You should treat automation as a tool to serve business outcomes, not as an end in itself.
Before you invest in automation, ask yourself: what problem are we solving, and is automation really the best way to solve it? At Convergence, we work with businesses across New Zealand to design and deliver integrated systems for finance, inventory, CRM, and eCommerce, and I often see businesses pursuing automation simply because it seems like the next logical step.
It is tempting to automate anything manual. But efficiency gains only matter if they free up capacity, improve decision-making, or remove a genuine bottleneck. Automating noise just gives you faster noise.
In the B2B eCommerce space, the pressure to automate is strong because of self-service portals, complex procurement workflows, and system integration requirements.
Research shows that rushing into automation can lock in inefficiencies if the underlying processes are not well understood or designed.
Take a structured approach. Poorly scoped automation can create hidden complexity and lock your team into processes that no longer reflect how your business really works.
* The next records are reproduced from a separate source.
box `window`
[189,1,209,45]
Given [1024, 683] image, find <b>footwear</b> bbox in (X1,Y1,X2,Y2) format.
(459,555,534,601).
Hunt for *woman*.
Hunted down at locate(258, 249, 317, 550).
Automation efforts are most successful when they are driven by clear operational objectives rather than broad transformation goals. If your processes are immature or unstable, automating them usually leads to rework and frustration, particularly when your team has to work around errors the automation cannot handle.
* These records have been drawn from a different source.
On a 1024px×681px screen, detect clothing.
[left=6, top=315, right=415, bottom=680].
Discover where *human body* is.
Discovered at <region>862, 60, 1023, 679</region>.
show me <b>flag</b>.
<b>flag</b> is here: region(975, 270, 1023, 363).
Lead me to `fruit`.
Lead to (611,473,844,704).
This comes up frequently in projects involving inventory synchronisation, customer onboarding, or pricing approvals. Building automation around how things work today can bake in flaws. You are better off starting with a clear view of the outcome you want and designing back from there.
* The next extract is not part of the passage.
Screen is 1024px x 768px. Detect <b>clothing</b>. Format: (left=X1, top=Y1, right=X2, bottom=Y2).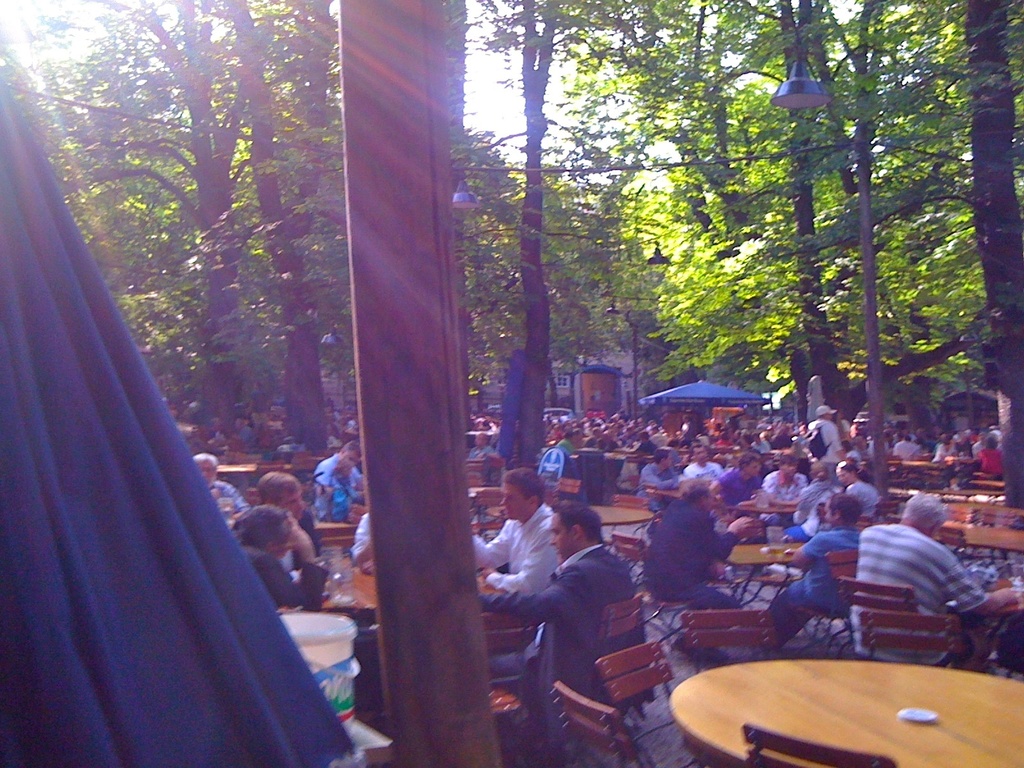
(left=351, top=514, right=369, bottom=559).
When you explore automation, take these three steps:
1. Identify bottlenecks, not irritants
Do not assume every repetitive task needs to be automated. Focus on the steps that delay delivery, cause errors, or require constant workarounds.
2. Understand the total cost of change
Automation has costs beyond setup, including maintenance, training, and vendor management. A task that takes five minutes manually may not justify a complex integration unless it delivers value at scale or reduces meaningful risk.
3. Focus on interoperability, not just automation
You do not need to automate everything. What matters is that your systems communicate clearly and reliably. Businesses with accurate, reliable data flows between systems tend to perform better than those that automate for automation’s sake.
Above all, stay focused on purpose. Automation should come after you know what matters most. Once you have that clarity, automation can help you grow and run your business more efficiently. Without it, automating your sales flow will not necessarily help you sell more.
Do you have legacy or bespoke software in your B2B or B2C eCommerce business that the experts are telling you “has to go”? The good news is you may not have to. Read our guide on how to extend the life of your legacy software here.